Taking into account the concerns voiced by others about attempting parallel I/Os against a single disk device, it does look like your processing model can be broken up into parts. You have a Filesources.Keys input list, and the output appears to be simply appending the compute results to aggregatedDefinitions.
Here's how you can break that up for processing on multiple threads and preserve the order of your current results:
First, decide how many threads you are going to use. For compute intensive tasks, there is usually no point in spinning up more threads than you have CPU cores. For I/O bound tasks, you can use more threads than CPU cores since the threads will be spending most of their time waiting for I/O completion.
Let's assume your DefinitionLookup is compute intensive, not I/O intensive, and let's assume you're running on a dual core CPU. In these conditions, two threads would be a good choice.
Next, break the input up into largish chunks, preserving the order of the inputs. For our two thread scenario, send the first half of the FileSources.Keys list to the first thread, and the second half to the second thread.
In each thread, process the inputs as before, but append the output to a local list object, not the final (shared) aggregatedDefinitions list.
After the threads have finished their processing, have the main thread concatenate each thread's list results into the final aggregatedDefinitions list, in the correct order. (Thread 1 that received the first half of the inputs produces list1, and should be appended to the master list before the output of Thread2's results.
Something like this:
static void Mainthread()
{
List<string> input = new List<string>(); // fill with data
int half = input.Count() / 2;
ManualResetEvent event1 = new ManualResetEvent(false);
List<string> results1 = null;
// give the first half of the input to the first thread
ThreadPool.QueueUserWorkItem(r => ComputeTask(input.GetRange(0, half), out results1, event1));
ManualResetEvent event2 = new ManualResetEvent(false);
List<string> results2 = null;
// second half of input to the second thread
ThreadPool.QueueUserWorkItem(r => ComputeTask(input.GetRange(half + 1, input.Count() - half), out results2, event2));
// wait for both tasks to complete
WaitHandle.WaitAll(new WaitHandle[] {event1, event2});
// combine the results, preserving order.
List<string> finalResults = new List<string>();
finalResults.AddRange(results1);
finalResults.AddRange(results2);
}
static void ComputeTask(List<string> input, out List<string> output, ManualResetEvent signal)
{
output = new List<string>();
foreach (var item in input)
{
// do work here
output.Add(item);
}
signal.Set();
}
Also, even if all the I/O activity is hitting one disk drive, you could get some performance benefit using asynchronous file reads. The idea is you could issue the next file read request as soon as you receive the data from the previous file read request, process the data of the previous read, then wait for the completion of the next file read. This allows you to use the CPU for processing while the disk I/O request is being handled, without explicitly using threads yourself.
Compare these (pseudo) execution timelines to read and process 4 chunks of data. Assume a file read takes about 500 time units to complete, and processing that data takes about 10 time units.
Synchronous file I/O:
read (500)
process data (10)
read (500)
process data (10)
read (500)
process data (10)
read (500)
process data (10)
Total time: 2040 time units
Async file I/O:
begin async read 1
async read 1 completed (500)
begin async read 2 / proces data 1 (10)
async read 2 completed (500)
begin async read 3 / proces data 2 (10)
async read 3 completed (500)
begin async read 4 / proces data 3 (10)
async read 4 completed (500)
process data 4 (10)
Total time: 2010 time units
The processing of data 1, 2 and 3 happens during the time that the next read request is pending, so compared to the first execution timeline, you get the processing time essentially for free. The processing of the last data chunk adds to the total time because there is no read operation for it to run concurrent with.
The scale of these operations (500 for I/O, 10 for compute) is conservative. Real I/O's tend to be even larger compared to compute time, many orders of magnitude higher than compute. As you can see, when the compute operation is pretty quick you don't get a lot of performance benefit out of all this work.
You can get greater value out of the effort of doing async I/O's if what you're doing in the "free" time is substantial. Cryptography or image processing, for example, would likely be a win but string concatenation probably would not be worth it. Writing data to another file could be worthwhile in the async overlap, but as others have noted the benefits will be diminished if all I/O is on the same physical device.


• [THE PROBLEM]: Copy, word for word, the lines below from the one containing "Output the bbox for woman." up to and including the one containing "Trace *person*.", with pictures left out.

• [MATERIALS PROVIDED]:
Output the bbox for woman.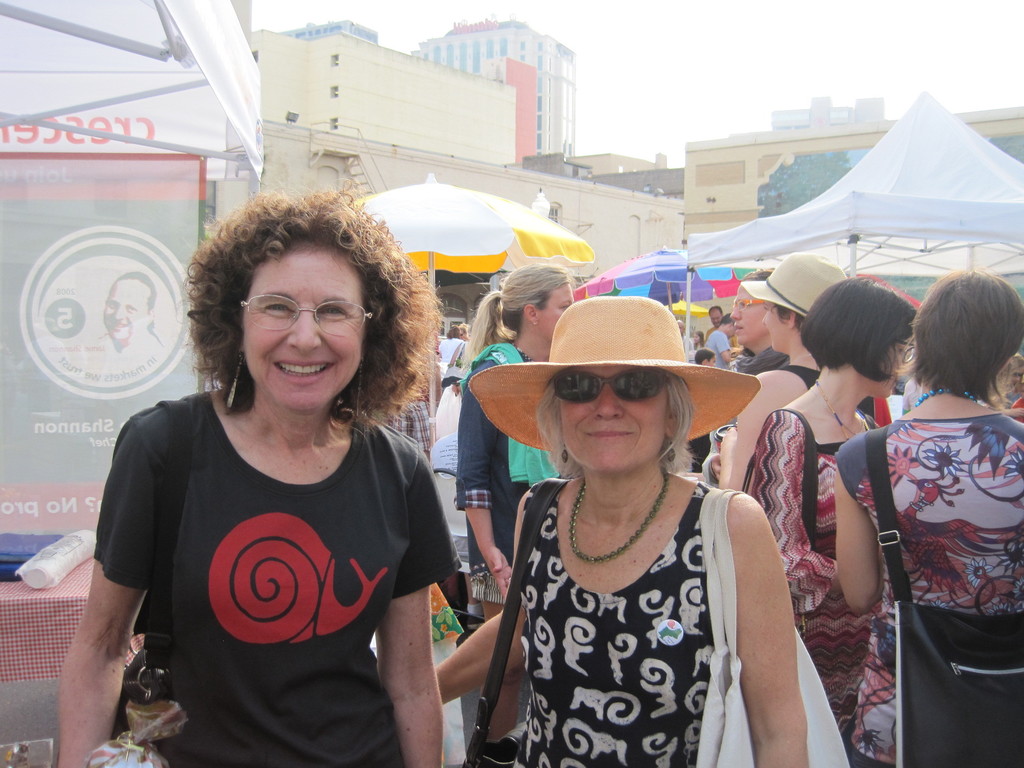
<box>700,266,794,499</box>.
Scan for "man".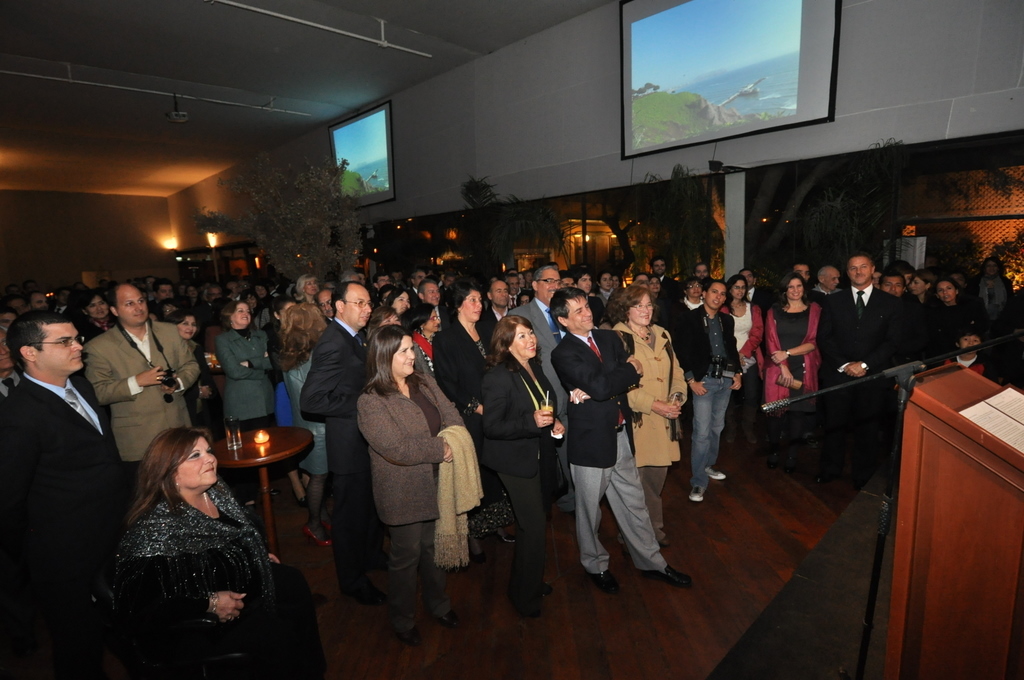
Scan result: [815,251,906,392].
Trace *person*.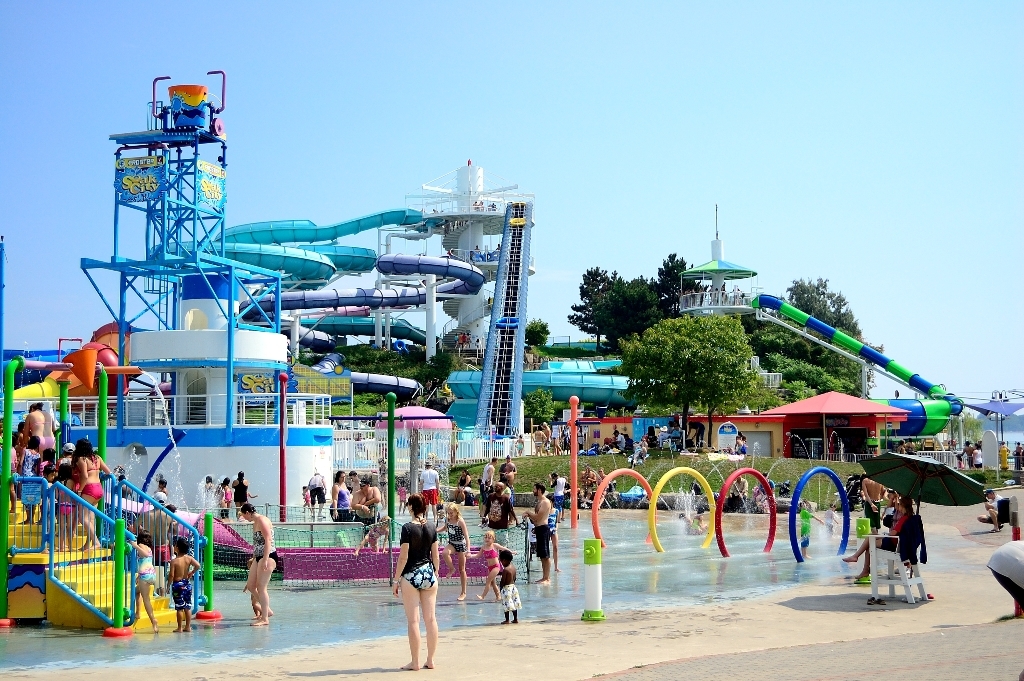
* * *
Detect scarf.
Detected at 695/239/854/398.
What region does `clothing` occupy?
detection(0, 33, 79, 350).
---
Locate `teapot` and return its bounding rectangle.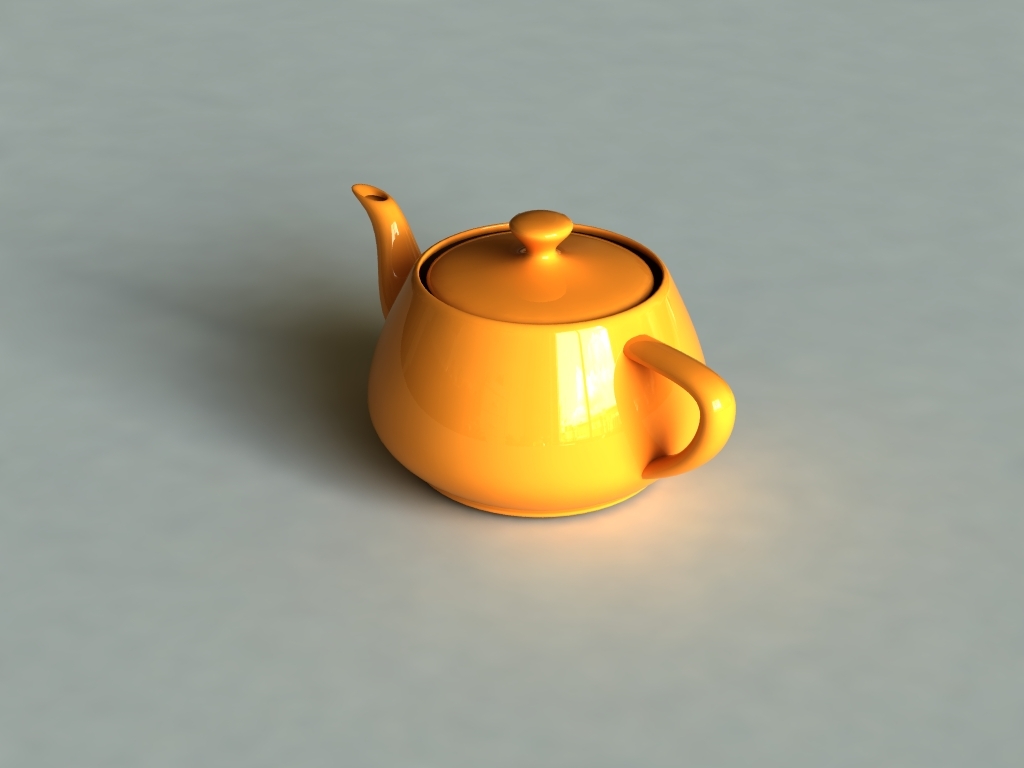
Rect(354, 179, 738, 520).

• [ANSWER TO THIS EXERCISE]:
Output the bbox for woman.
<box>700,266,794,499</box>.
Scan for "man".
Scan result: [815,251,906,392].
Trace *person*.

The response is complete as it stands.